Dwayne Johnson as Sarge Mahonin in Doom (2005)

horror video game movie adaptations rely on atmosphere more than anything else, and Doom is just not a game soaked in slow-burn dread. It’s an explosive action-thriller and no movie can recreate the fun of blasting monsters in the first person, although credit to the 2005 movie, it does try. Karl Urban is the best thing about this middling adventure as leading man Reaper, and Dwayne Johnson offers a typically charismatic ing turn. Ultimately, Doom may not be able to replicate the fun of the titular title, but the fast-paced action and great leads make up for the lack of serious scares.

The Irrefutable Truth about Demons (2000)

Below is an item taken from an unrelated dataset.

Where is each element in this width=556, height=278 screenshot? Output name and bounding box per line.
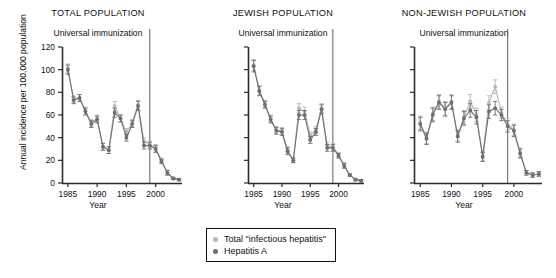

Irrefutable Truth about Demons

Karl Urban’s first horror movie role is also his least-known, which is a shame as it is also the actor’s best genre effort yet. 2000’s trippy horror mystery The Irrefutable Truth About Demons combines elements of the horror movie Jacob’s Ladder, the similarly underseen The Ninth Gate, and a touch of Arlington Road’s overwhelming sense of paranoid dread to make a memorably creepy final product. The story follows a professor who studies religion and gets more than he bargained for when a Satanic cult seems to start ruining his life, but nothing is that simple in this hallucinatory effort from director Glenn Standring. Urban is superb in the lead, alternately gruff and shattered, and the success of The Irrefutable Truth About Demons centers largely around the actor’s ability to sell a convicting breakdown. Fortunately, Urban is more than up to the task, making this his strongest horror movie so far.